Biology
Dr. Kushagra Bansal
Harvard Medical School, Boston
Immunological self-tolerance, an intricate network of ‘central’ and ‘peripheral’ mechanisms, is a fundamental property of the immune system which not only averts autoimmune responses, but is also highly relevant to cancer immunity. Central tolerance is shaped in the thymus, where medullary thymic epithelial cells (mTECs) orchestrate the negative selection of a nascent repertoire of autoreactive T cells and positive selection of regulatory T cells (Treg). Although the cellular mechanisms involved in establishment and maintenance of immunological self-tolerance are significantly well-characterized, the molecular events preceding these mechanisms remain an area of intense investigative research. We investigated the molecular cascade promoting central tolerance in the thymus using the murine counterpart of a rare monogenic human autoimmune disorder, Autoimmune Polyendocrinopathy Candidiasis Ectodermal Dystrophy (APECED), caused by mutations in the Autoimmune Regulator (AIRE) gene, as an experimental model. AIRE is atranscriptional regulator which drives the expression of scores of loci encoding tissue-specific self-antigens in mTECs, and ensures selective removal of thymocytes bearing T cell receptors that recognize these antigens. Combining a series of multidisciplinary experimental approaches, ranging from transcriptomics (RNA-seq, microarray) and epigenomics (ChIP-seq, ATAC-seq) to genetic perturbation in mice, we uncovered a novel epigenetic regulatory layer in the molecular circuitry of AIRE, and identified potential novel targets for patients with AIRE mutations. Comprehensive analyses of AIRE’s protein partners revealed its close relationship with the regulators of DNA topology and genomic superstructure, and pharmacological intervention of the components of this network promoted autoimmune responses in mice. Our findings provide mechanistic framework for establishment of immunological self-tolerance in the thymus, and yield novel cell-intrinsic regulators of this crucial mechanism of the immune system, with implications for therapeutic and diagnostic strategies.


Exercise brief: Pull out each line of the records holding the string "intersection".

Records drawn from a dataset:
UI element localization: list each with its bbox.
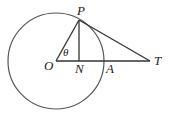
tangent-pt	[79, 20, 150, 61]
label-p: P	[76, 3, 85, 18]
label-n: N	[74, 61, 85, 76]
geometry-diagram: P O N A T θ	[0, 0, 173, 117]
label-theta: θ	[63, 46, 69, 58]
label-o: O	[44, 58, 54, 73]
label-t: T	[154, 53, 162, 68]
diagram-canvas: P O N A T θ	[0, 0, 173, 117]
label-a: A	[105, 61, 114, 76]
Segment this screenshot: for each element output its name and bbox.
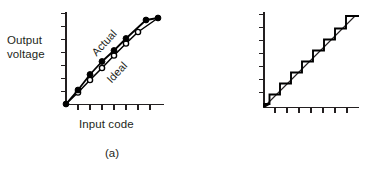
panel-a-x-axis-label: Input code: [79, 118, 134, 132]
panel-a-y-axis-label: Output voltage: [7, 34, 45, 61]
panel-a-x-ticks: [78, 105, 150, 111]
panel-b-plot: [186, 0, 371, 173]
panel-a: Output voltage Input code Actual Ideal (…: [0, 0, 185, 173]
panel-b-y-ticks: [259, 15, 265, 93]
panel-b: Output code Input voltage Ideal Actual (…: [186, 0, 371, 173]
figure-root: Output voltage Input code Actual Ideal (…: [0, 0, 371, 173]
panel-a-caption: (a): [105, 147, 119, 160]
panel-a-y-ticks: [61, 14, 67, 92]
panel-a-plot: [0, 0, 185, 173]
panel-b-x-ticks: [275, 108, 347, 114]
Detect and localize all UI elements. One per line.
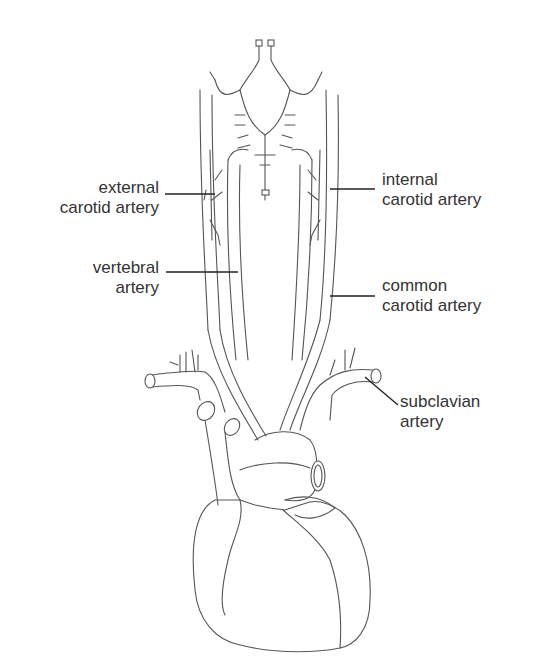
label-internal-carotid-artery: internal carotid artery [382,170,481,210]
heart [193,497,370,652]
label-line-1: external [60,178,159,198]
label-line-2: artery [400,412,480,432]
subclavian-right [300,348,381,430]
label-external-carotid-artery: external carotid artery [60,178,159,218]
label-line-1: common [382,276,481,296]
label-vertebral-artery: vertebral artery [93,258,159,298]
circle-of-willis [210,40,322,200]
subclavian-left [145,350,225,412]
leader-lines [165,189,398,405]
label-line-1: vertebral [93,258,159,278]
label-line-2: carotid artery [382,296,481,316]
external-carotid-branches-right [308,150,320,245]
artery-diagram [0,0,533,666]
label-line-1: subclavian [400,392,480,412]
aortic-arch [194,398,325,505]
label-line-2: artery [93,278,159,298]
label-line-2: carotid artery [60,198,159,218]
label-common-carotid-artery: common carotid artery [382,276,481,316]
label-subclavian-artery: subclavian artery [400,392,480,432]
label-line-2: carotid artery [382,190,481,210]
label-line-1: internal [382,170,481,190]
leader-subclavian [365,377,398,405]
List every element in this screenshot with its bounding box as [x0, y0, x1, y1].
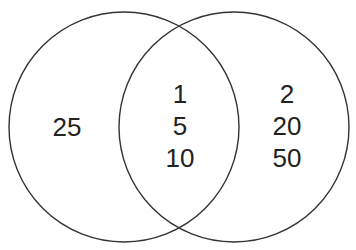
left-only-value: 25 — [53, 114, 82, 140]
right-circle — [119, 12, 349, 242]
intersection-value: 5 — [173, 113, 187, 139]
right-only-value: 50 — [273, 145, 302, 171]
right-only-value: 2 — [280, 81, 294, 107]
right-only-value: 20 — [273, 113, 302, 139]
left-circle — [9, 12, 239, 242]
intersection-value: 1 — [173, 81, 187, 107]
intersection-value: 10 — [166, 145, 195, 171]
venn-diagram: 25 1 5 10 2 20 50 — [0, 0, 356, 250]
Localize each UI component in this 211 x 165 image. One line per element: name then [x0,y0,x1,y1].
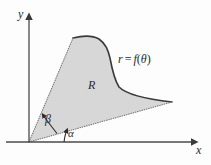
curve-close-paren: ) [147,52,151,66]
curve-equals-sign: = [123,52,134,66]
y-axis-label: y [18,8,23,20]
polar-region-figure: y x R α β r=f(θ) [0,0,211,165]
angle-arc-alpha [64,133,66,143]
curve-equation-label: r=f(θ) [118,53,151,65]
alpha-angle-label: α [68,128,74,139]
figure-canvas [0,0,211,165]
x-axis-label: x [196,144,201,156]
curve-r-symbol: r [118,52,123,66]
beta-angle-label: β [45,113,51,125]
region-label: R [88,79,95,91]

Final answer:
intersection-value: 5 — [173, 113, 187, 139]
intersection-value: 1 — [173, 81, 187, 107]
intersection-value: 10 — [166, 145, 195, 171]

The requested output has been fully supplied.